The Father of
the Nation... a forgotten hero? This was the question which
prompted Lillete Dubey to stage a play on the Mahatma. "I
asked myself whether Gen X could identify with Gandhi. Also,
whether there is anything about Gandhi that we don't already
know. I was surprised: there is so much left to discover,"
says Lillete.
This led to Lillete's theatre group
going ahead with Sammy, a production that analyses Mohandas
the man, and the Mahatma in him. In the process, a new
interpretation of Gandhi emerged.
A tool that the play uses to bring out
the real Gandhi is dialogues between Mohandas and the Mahatma.
"Mohandas was a regular guy, what made him the Mahatma? In the
play, the Mahatma is an abstraction pushing the different
buttons of Mohandas, questioning him. Through this, we see how
Mohandas's mind works. For instance, after Mohandas wrote a
letter stating that India would help England in WW II, he felt
pleased thinking this tactic would help India win
independence. In the play, this is when the Mahatma pricks his
vanity."
Gandhi
apart, other frontline leaders of that time get new images
through the play. "Nehru, for instance, is shown asking Gandhi
why we can't take the same route as the Russian revolution. In
the play, Indian leaders aren't shown to be fuddy-duddy senior
citizens but young people with contemporary ideas."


> [PROBLEM TO WORK ON]: The data is to be reproduced in full and without error.

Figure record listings
==============================

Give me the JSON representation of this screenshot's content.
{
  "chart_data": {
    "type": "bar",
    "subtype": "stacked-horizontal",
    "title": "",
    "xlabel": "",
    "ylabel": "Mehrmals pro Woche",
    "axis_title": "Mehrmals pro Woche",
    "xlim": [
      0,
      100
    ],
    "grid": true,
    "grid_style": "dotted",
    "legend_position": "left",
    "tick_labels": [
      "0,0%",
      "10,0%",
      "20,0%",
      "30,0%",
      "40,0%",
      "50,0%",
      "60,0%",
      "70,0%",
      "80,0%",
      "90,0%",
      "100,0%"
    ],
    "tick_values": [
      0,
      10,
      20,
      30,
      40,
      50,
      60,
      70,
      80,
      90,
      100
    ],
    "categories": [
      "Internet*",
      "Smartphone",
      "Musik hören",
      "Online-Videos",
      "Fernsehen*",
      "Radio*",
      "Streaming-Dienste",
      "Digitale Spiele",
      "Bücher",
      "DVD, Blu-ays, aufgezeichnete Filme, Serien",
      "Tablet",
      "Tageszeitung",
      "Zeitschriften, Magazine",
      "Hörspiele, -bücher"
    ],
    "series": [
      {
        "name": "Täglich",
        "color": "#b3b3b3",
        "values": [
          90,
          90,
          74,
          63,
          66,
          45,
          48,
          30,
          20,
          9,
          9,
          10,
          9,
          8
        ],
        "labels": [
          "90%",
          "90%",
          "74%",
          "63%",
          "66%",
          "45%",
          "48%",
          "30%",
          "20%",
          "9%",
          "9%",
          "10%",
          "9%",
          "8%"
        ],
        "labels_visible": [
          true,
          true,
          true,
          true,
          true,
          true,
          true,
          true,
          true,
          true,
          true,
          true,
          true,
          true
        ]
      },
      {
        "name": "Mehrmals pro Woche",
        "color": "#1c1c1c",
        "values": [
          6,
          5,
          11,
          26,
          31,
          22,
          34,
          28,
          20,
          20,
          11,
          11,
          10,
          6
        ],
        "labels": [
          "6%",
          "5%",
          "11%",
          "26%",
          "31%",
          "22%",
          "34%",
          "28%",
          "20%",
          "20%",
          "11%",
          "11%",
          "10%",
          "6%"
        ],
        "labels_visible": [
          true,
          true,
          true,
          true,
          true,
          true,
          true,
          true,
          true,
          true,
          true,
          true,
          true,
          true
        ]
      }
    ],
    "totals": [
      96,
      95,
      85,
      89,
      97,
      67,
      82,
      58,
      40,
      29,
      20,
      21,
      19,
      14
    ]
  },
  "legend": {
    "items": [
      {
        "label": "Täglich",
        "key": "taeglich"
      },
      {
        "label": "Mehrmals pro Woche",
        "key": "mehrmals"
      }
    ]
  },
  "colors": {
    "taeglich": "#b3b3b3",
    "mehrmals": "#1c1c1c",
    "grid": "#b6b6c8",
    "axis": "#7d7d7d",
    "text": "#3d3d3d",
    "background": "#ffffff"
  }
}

==============================

> [EXERCISE RESULT]:
Give me the JSON representation of this screenshot's content.
{
  "chart_data": {
    "type": "bar",
    "subtype": "stacked-horizontal",
    "title": "",
    "xlabel": "",
    "ylabel": "Mehrmals pro Woche",
    "axis_title": "Mehrmals pro Woche",
    "xlim": [
      0,
      100
    ],
    "grid": true,
    "grid_style": "dotted",
    "legend_position": "left",
    "tick_labels": [
      "0,0%",
      "10,0%",
      "20,0%",
      "30,0%",
      "40,0%",
      "50,0%",
      "60,0%",
      "70,0%",
      "80,0%",
      "90,0%",
      "100,0%"
    ],
    "tick_values": [
      0,
      10,
      20,
      30,
      40,
      50,
      60,
      70,
      80,
      90,
      100
    ],
    "categories": [
      "Internet*",
      "Smartphone",
      "Musik hören",
      "Online-Videos",
      "Fernsehen*",
      "Radio*",
      "Streaming-Dienste",
      "Digitale Spiele",
      "Bücher",
      "DVD, Blu-ays, aufgezeichnete Filme, Serien",
      "Tablet",
      "Tageszeitung",
      "Zeitschriften, Magazine",
      "Hörspiele, -bücher"
    ],
    "series": [
      {
        "name": "Täglich",
        "color": "#b3b3b3",
        "values": [
          90,
          90,
          74,
          63,
          66,
          45,
          48,
          30,
          20,
          9,
          9,
          10,
          9,
          8
        ],
        "labels": [
          "90%",
          "90%",
          "74%",
          "63%",
          "66%",
          "45%",
          "48%",
          "30%",
          "20%",
          "9%",
          "9%",
          "10%",
          "9%",
          "8%"
        ],
        "labels_visible": [
          true,
          true,
          true,
          true,
          true,
          true,
          true,
          true,
          true,
          true,
          true,
          true,
          true,
          true
        ]
      },
      {
        "name": "Mehrmals pro Woche",
        "color": "#1c1c1c",
        "values": [
          6,
          5,
          11,
          26,
          31,
          22,
          34,
          28,
          20,
          20,
          11,
          11,
          10,
          6
        ],
        "labels": [
          "6%",
          "5%",
          "11%",
          "26%",
          "31%",
          "22%",
          "34%",
          "28%",
          "20%",
          "20%",
          "11%",
          "11%",
          "10%",
          "6%"
        ],
        "labels_visible": [
          true,
          true,
          true,
          true,
          true,
          true,
          true,
          true,
          true,
          true,
          true,
          true,
          true,
          true
        ]
      }
    ],
    "totals": [
      96,
      95,
      85,
      89,
      97,
      67,
      82,
      58,
      40,
      29,
      20,
      21,
      19,
      14
    ]
  },
  "legend": {
    "items": [
      {
        "label": "Täglich",
        "key": "taeglich"
      },
      {
        "label": "Mehrmals pro Woche",
        "key": "mehrmals"
      }
    ]
  },
  "colors": {
    "taeglich": "#b3b3b3",
    "mehrmals": "#1c1c1c",
    "grid": "#b6b6c8",
    "axis": "#7d7d7d",
    "text": "#3d3d3d",
    "background": "#ffffff"
  }
}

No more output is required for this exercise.